I also turned off `@typescript-eslint/no-use-before-define` as I don't
think it was adding value and Puppeteer's codebase seems to have a style
of declaring helper functions at the bottom which is fine by me.

Finally, I updated the DocLint tool so it knows of expected method
mismatches. It was either that or come up with a smart way to support
TypeScript generics in DocLint and given we don't want to use DocLint
that much longer that didn't feel worth it.

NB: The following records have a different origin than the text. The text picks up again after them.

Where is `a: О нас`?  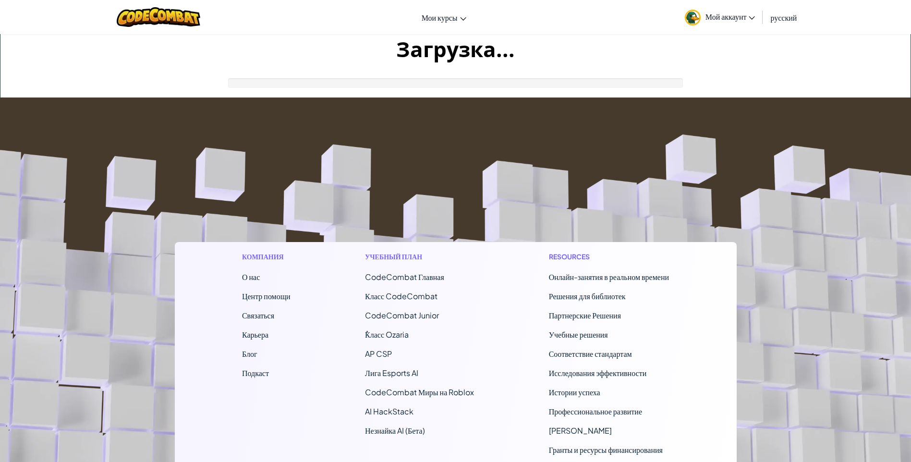 a: О нас is located at coordinates (251, 277).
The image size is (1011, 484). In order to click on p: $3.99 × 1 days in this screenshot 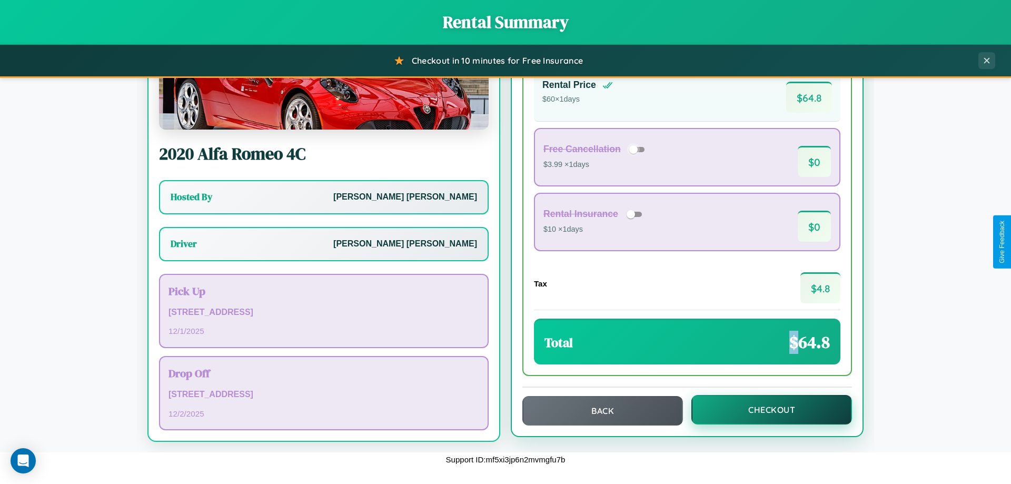, I will do `click(596, 165)`.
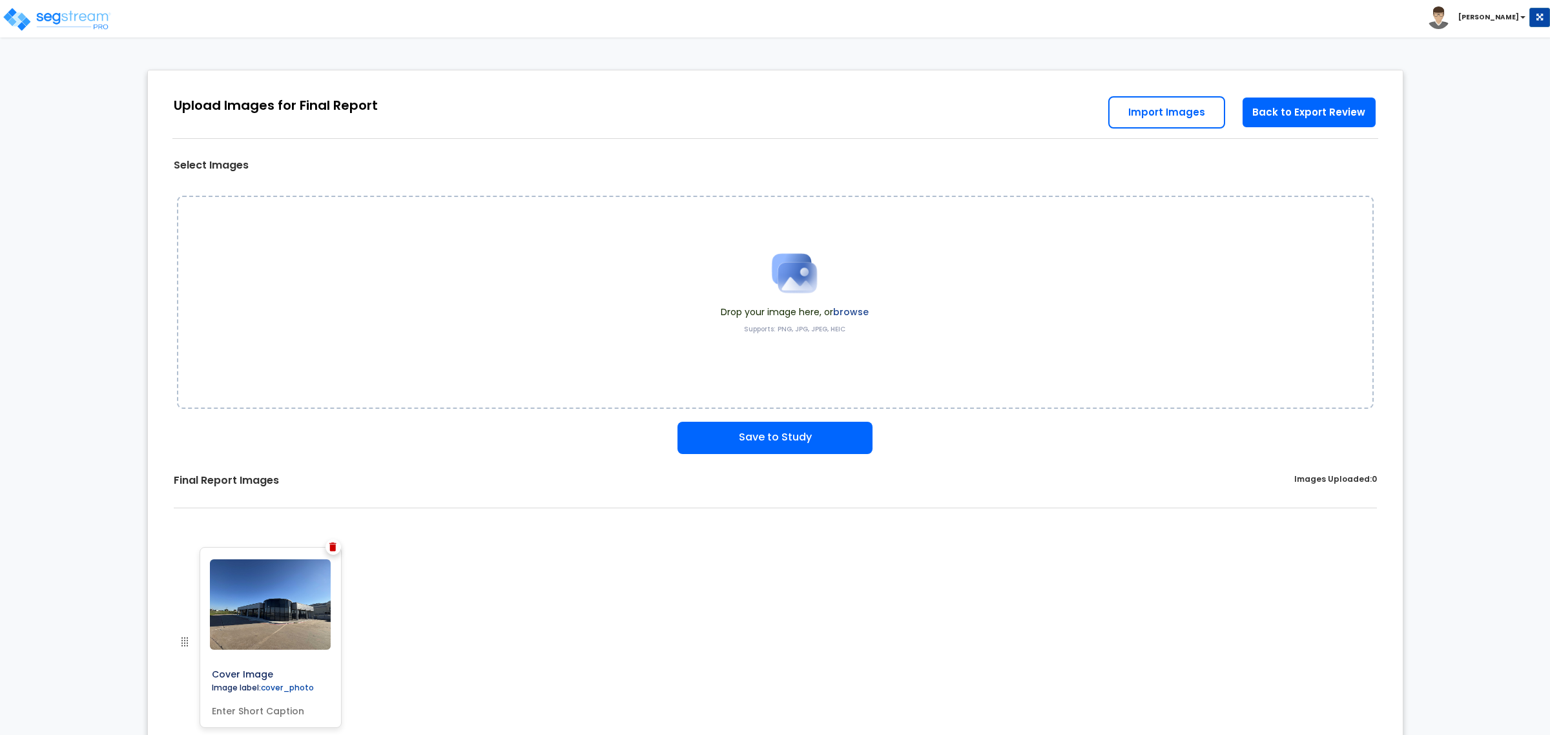 This screenshot has height=735, width=1550. Describe the element at coordinates (333, 547) in the screenshot. I see `img: Trash Icon` at that location.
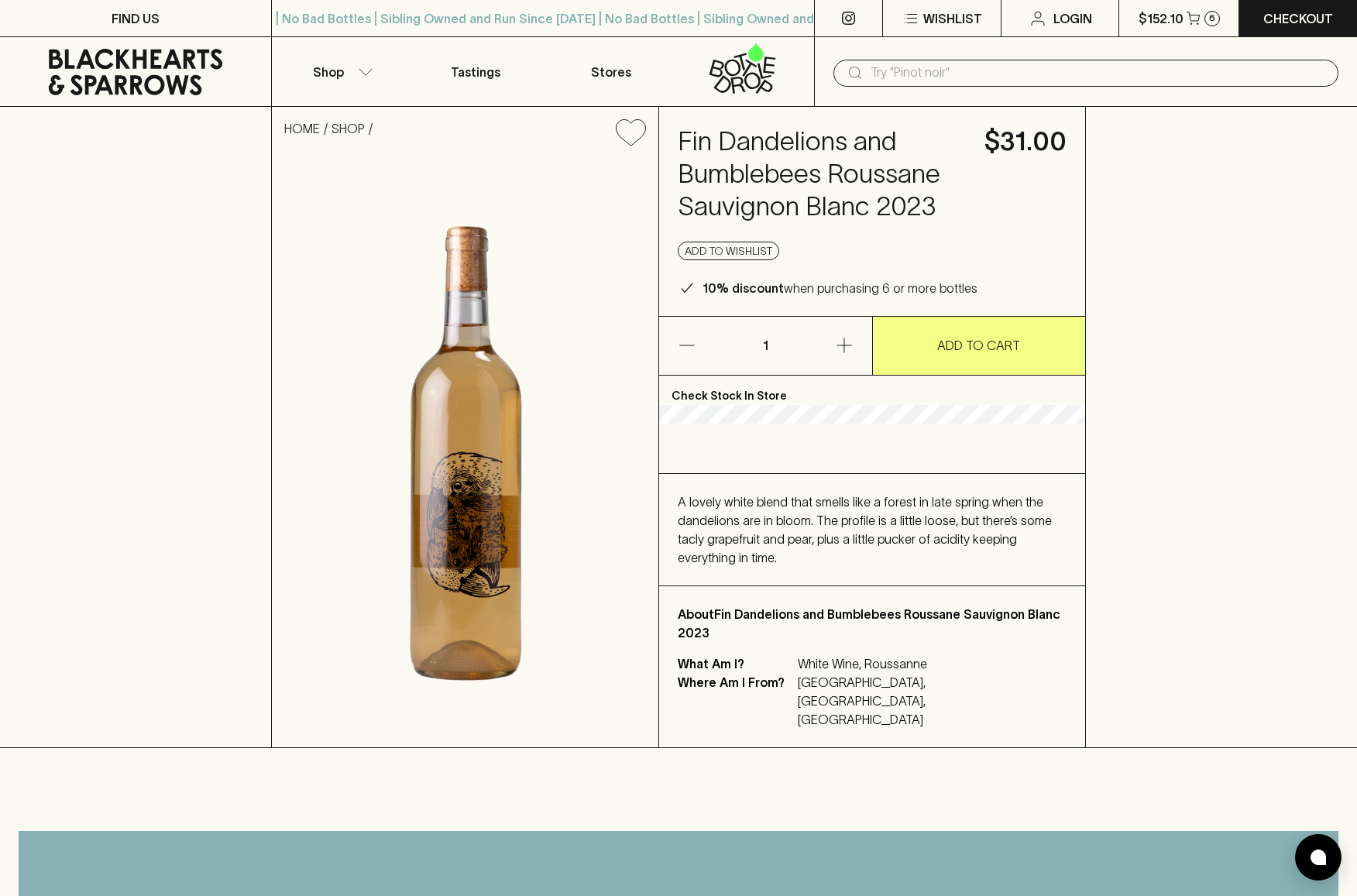  I want to click on img: bubble-icon, so click(1318, 857).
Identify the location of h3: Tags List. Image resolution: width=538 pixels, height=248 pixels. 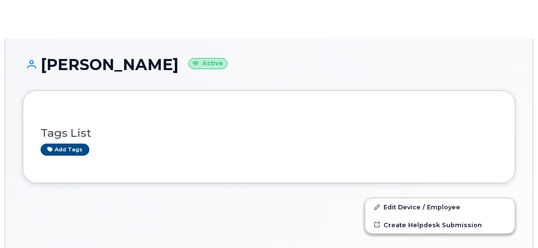
(269, 133).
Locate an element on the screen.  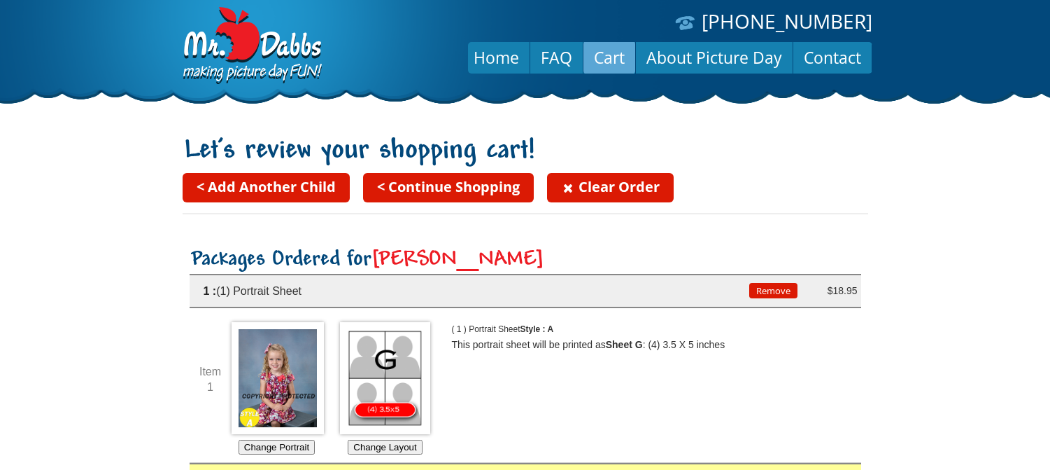
span: Style : A is located at coordinates (537, 329).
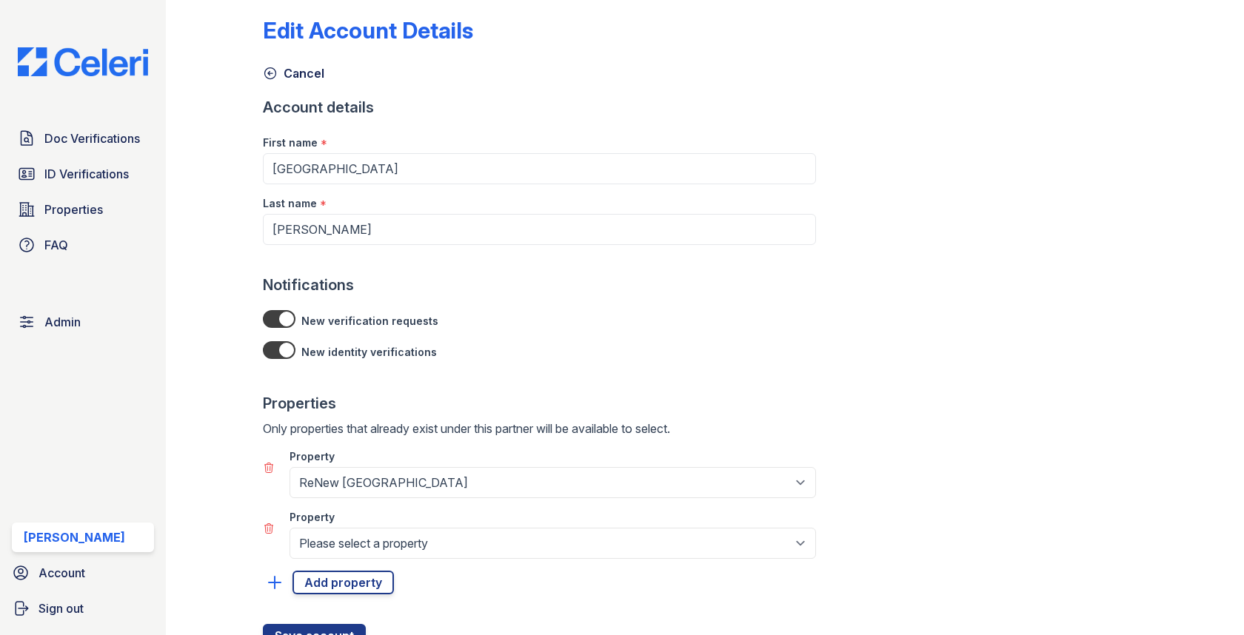 Image resolution: width=1244 pixels, height=635 pixels. What do you see at coordinates (290, 143) in the screenshot?
I see `label: First name` at bounding box center [290, 143].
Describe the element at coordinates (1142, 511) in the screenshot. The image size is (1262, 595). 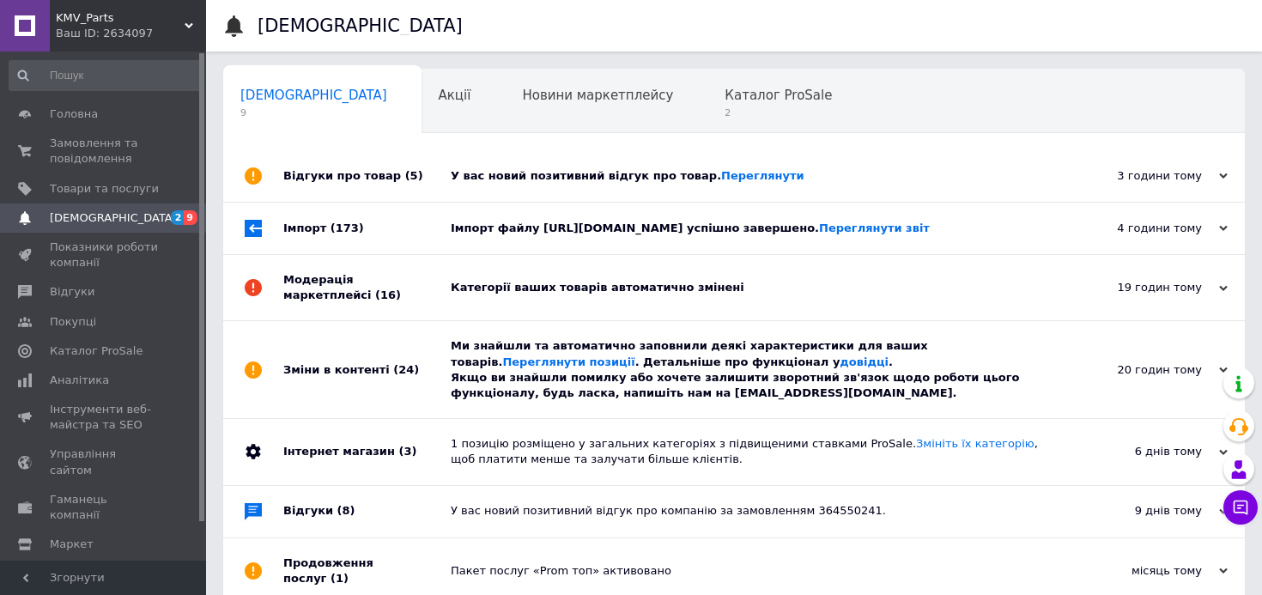
I see `div: 9 днів тому` at that location.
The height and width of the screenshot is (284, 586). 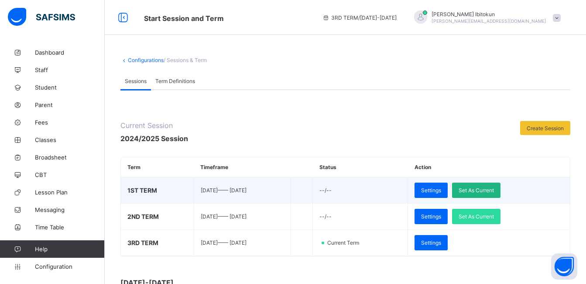 I want to click on th: Status, so click(x=360, y=167).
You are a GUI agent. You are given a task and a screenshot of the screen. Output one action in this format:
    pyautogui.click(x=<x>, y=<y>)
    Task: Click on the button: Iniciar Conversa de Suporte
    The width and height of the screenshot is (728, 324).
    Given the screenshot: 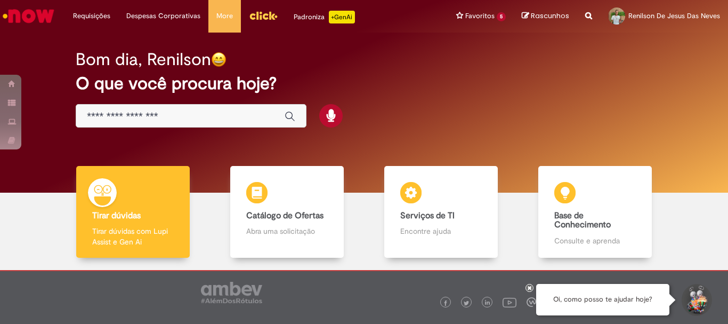 What is the action you would take?
    pyautogui.click(x=696, y=300)
    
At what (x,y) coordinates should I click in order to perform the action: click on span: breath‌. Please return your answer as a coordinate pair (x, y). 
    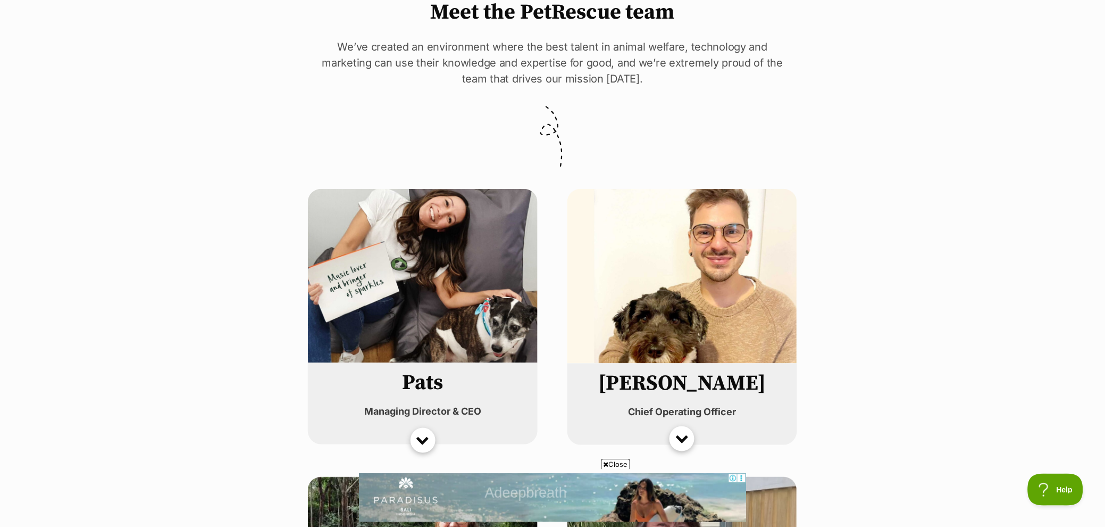
    Looking at the image, I should click on (188, 19).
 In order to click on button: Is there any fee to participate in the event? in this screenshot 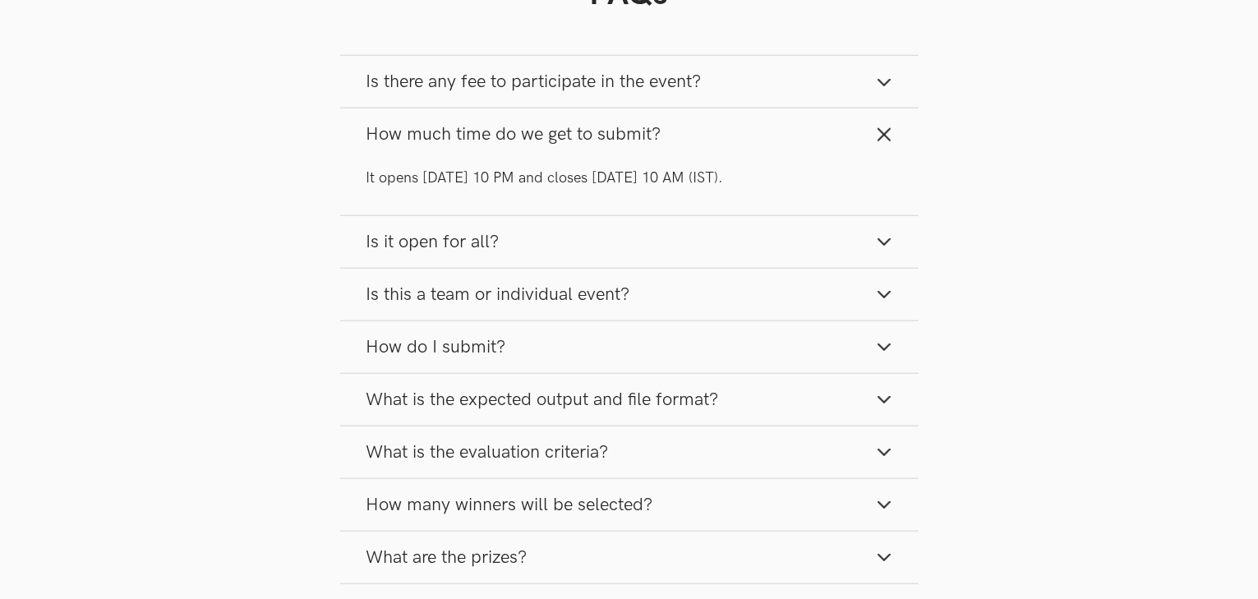, I will do `click(629, 81)`.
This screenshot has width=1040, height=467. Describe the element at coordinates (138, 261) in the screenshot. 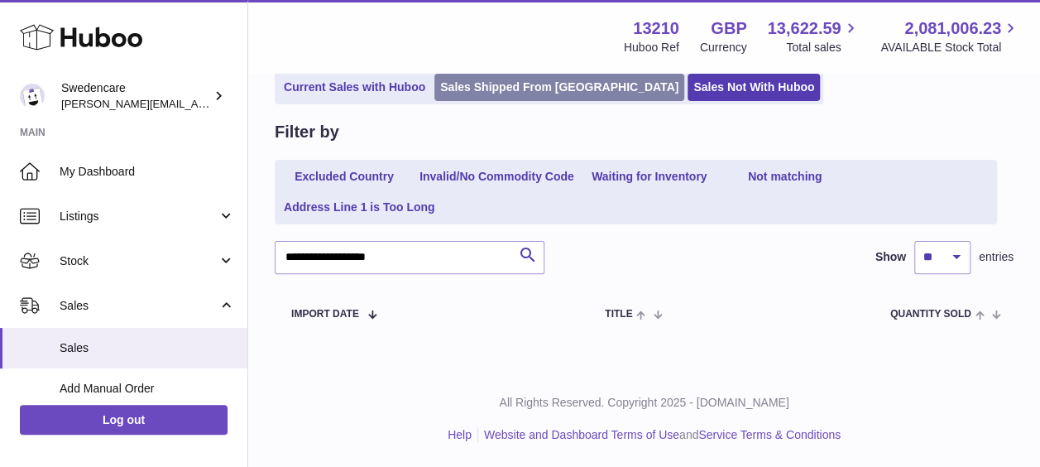

I see `span: Stock` at that location.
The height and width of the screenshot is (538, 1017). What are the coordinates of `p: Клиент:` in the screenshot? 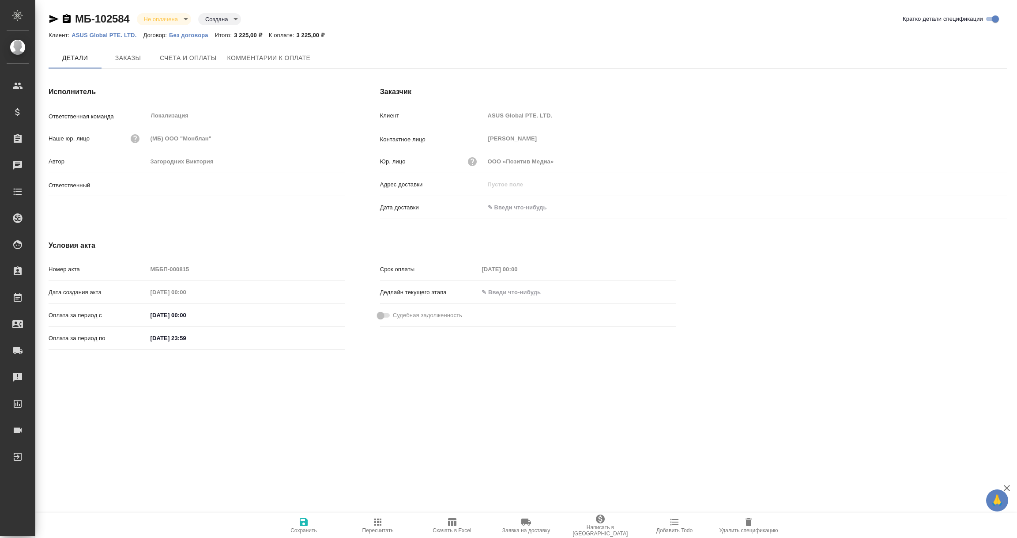 It's located at (60, 35).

* Fix params being required
2020-04-21 09:20:25 +01:00
Jack Franklin
e7a32a8851
chore: migrate src/pipetransport to typescript (#5692)
* chore: migrate `src/pipetransport` to typescript

Hit one bump in the fact that I want to share an interface across files.
TypeScript only lets you import/export these if you're using ESM, not
CommonJS. So the two options are:

- Migrate to ESM on a per file basis as we do this migration. This won't
affect the output as we output as CommonJS.
- Create a global `types.d.ts` file that we'll use and then migrate to
ESM after.

Right now I've gone for the second option in order to not introduce more
changes in one go. But if we end up finding we have lots of
interfaces/types/etc that we want modules to expose, we might decide
slowly introducing ESM might be a better way forwards.

* Update src/types.d.ts

Co-Authored-By: Mathias Bynens <mathias@qiwi.be>
2020-04-20 15:05:58 +01:00
Jack Franklin
4134b540ca
chore: migrate src/helper to typescript (#5689)
This PR migrates the helper module to TypeScript. It's a bit of a bigger
change than others because I decided to move away from the helper class
with static methods and move towards a simpler set up where the module
is a bunch of functions. I still expose them under the `helper`
namespace to avoid this being a big change - we can update that later
when we migrate to ESM.

We do have to do some unfortunate wrangling of the promisify function.
Ideally I'd like to rely on the Node one (and the type defs) but that
doesn't work in Browserify land. I've stuck with the promisify in
`helper.ts` but pulled it into its own module to enable me to leave a
comment clarifying why we use it and the context. We can solve this with
a better web bundling story but that work is lower priority right now
than getting the `src/` directory into TypeScript.